The two aspects of that conclusion that stuck out for me are:

1) The continuous release assumption (with “assumptions” being one of the major bullets towards anthropogenic warming).

2) The unloading in Iceland reference (especially considering that only around 5% of the ocean floor has been charted, let alone examined and studied for submarine volcanoes and thermal pipes.

So, the study has been out for 5 years, and has been cited on numerous sites. I would have thought it to be a very important study for climatologists to take into account, but not a word from them.

Fescue

Seth, it was Carolina Pagli I was reading on volcanoes, but can’t find the paper again. This is from The Atlantic, which refers to her:

https://www.theatlantic.com/technology/archive/2010/04/weighing-the-volcano-s-global-impact/345916

https://scholar.google.com/citations?user=kEeOz4UAAAAJ&hl=en

Socrates

Cosmos just emailed me that the Herald has a policy limiting to two replies on the same topic from two debating individuals. As a result, I am posting here his re-battle.

” I like to thank Professor Roussel for replacing his silencing approach with one of scientific reasoning. However, in my opinion his example of a bucket analogy is not only ” crude” but inaccurate. He implies that left on its own, nature will achieve a balanced level of CO2. If this was true, then fears of Earth warming become null and void. Natural and anthropogenic CO2 are identical and undistinguishable in the atmosphere. They both obey the same laws of physics. So, one cup of natural CO2 IN does not equal one cup OUT, and the difference can be more than a tablespoon. This can be confirmed by looking at a graph showing levels of natural CO2 and temperature for hundreds of thousands of years, up to the time of the industrial revolution. Natural CO2 levels and temperatures historically have fluctuated wildly.

Dr. Roussel also writes about strong consensus within “peer reviewed research that humans are responsible for increases in atmospheric CO2 to levels well above any that this planet has experienced in hundreds of thousands of years”. Respectfully, this is incorrect. Peer reviewed research suggests that our planet has experienced fluctuations of CO2 from 4,000 ppm to as low as 180 ppm (plant starvation level is about 150 ppm , below which would doom all plant life to extinction). The current 2020 range is at 417 ppm, and is beginning to expand the greening of the Earth again.
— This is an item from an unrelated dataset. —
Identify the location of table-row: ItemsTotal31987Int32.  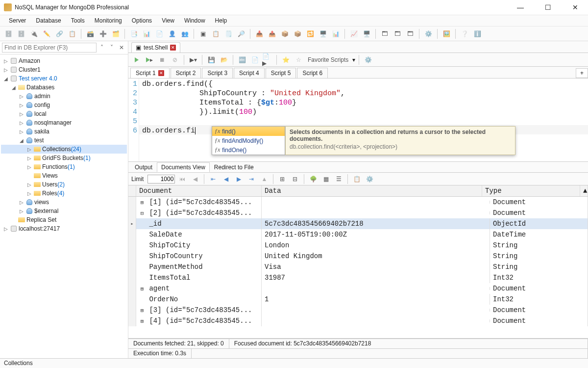
(358, 278).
Finally but not lastly, I would like to point out that “ the extensively validated IPCC models, that allegedly show conclusively” that anthropogenic CO2 is the culprit, have a little problem, a +300% confirmed error in predicting the Earth’s “likely” temperature rise during the last 20 years, which IPCC has named it “a pause”. This should confirm to “experts” and general public that mathematical models are useful to help us understand chaotic systems, but they are not any good in making predictions for them.
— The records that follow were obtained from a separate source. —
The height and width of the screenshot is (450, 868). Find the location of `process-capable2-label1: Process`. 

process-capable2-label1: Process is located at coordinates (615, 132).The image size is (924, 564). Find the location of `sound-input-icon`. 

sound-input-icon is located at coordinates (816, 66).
At this time of the year plant growth is maximizing CO2 absorption, and quite possibly it may “mask the COVID signal” as Professor Russell has stated. I am prepared to meet with him privately or otherwise and continue our discussion. It is time for the Alarmists to come to the table and face their critics instead of silencing them, ignoring them, cherry picking peer reviewed scientific publications or name calling. Yes, human CO2 causes some warming. But considering that past alarmist projections did not materialize, how can the public accept now claims for “climate emergency or crisis”.

Fescue

Hey, Seth. I looked up Skeptical Science. Not one I’ve looked at before. Looks like Cosmos nailed the number one common myth perpetuated by deniers. Impressive, or sad – hard to tell.

Seth Anthony

Oh wow. I thought for sure you would have known about that site. Soooo, this one right?

https://skepticalscience.com/

It’s a pro anthropogenic warming site, and if you haven’t noticed, I’m not into anthropogenic warming lol. Well at least not to the degree that the alarmists pursue.

What I am into however, is the full out scientific debate that accompanies each topic.